附註:Includes bibliographical references and index.
Introduction / Melvyn Stokes -- Writing the history of the American Revolution / Simon P. Newman -- Reshaping society : American social history from revolution to reconstruction / Christopher Clark -- Rediscovering Jacksonian America / Daniel Feller -- The evangelical surge and the significance of religion in the early United States, 1783-1865 / Mark A. Noll -- The New Deal in American scholarship / Alan Brinkley -- Beyond the "age of McCarthy": anticommunism and the historians / Michael J. Heale -- Segregation and civil rights : African American freedom strategies in the twentieth century / Adam Fairclough -- Industrial history : the state of the art / Howell John Harris -- Intellectual history, democracy, and the culture of irony / James T. Kloppenberg -- Women's history and gender / S. Jay Kleinberg -- Print and the public sphere in early America / Robert A. Gross -- The rise of film history / Melvyn Stokes -- The American West : from exceptionalism to internationalism / Patricia Nelson Limerick -- Orpheus turning : the present state of southern history / Michael O'Brien -- Class and the construction of "race" : White racism in the antebellum south / Michael Tadman -- Imagining Indians : differing perspectives on Native American history / Joy Porter -- Class in American history : issues and a case study / John Ashworth -- Conflict by consent : popular commitment, community participation, and the war for the Union / Peter J. Parish -- By way of Dubois : the question of Black initiative in the Civil War and Reconstruction / David Turley.
摘要:Historians are very much aware of the variety of national and international trends that have shaped historical inquiry in recent decades. Americanists, in particular, have been conscious of the growing importance of gender issues, the 'turn' to questions of language and meaning, the increasing significance of cultural matters, and a new emphasis on regional history. The 1990s, moreover, saw a major movement to internationalize approaches to American history by emphasizing comparisons with other countries and cultures. By the end of the twentieth century it was by no means clear whether there.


◆ **Problem details**: Working from the top of the records below, reproduce each line exactly, ending once you have written the line containing "Task: Click on the button: Change".

----

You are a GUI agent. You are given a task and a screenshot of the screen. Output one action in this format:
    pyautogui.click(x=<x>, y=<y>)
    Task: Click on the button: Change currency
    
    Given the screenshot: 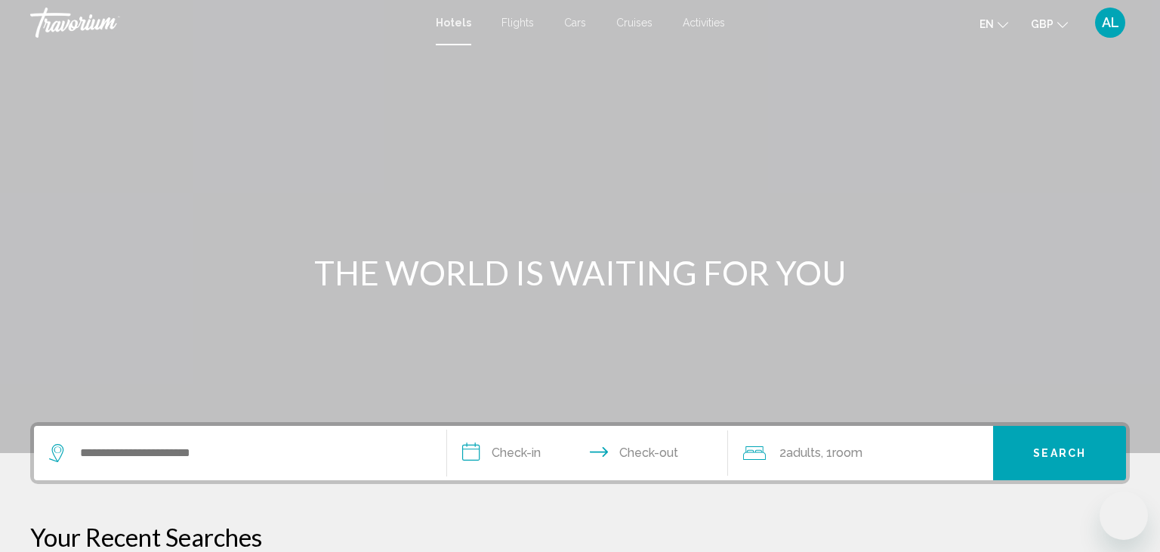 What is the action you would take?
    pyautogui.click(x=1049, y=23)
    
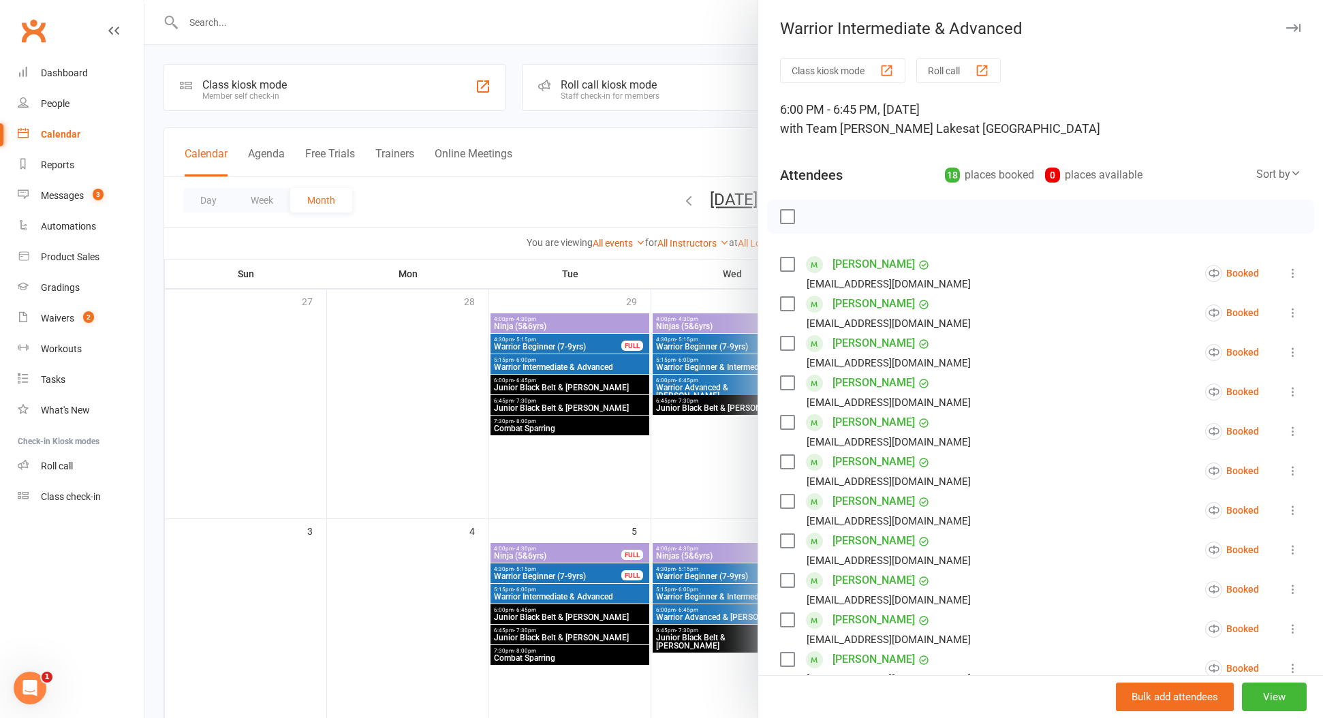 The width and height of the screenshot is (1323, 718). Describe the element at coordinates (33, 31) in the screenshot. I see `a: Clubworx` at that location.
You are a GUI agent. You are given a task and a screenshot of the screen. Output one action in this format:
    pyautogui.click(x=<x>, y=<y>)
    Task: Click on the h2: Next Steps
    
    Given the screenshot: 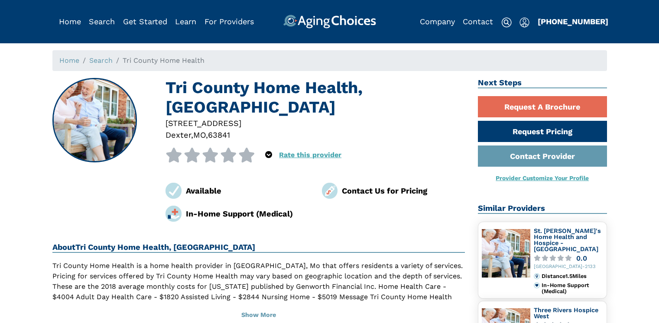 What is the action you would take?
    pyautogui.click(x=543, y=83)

----

◆ **Exercise solution**:
You are a GUI agent. You are given a task and a screenshot of the screen. Output one action in this format:
    pyautogui.click(x=<x>, y=<y>)
    Task: Click on the button: Change currency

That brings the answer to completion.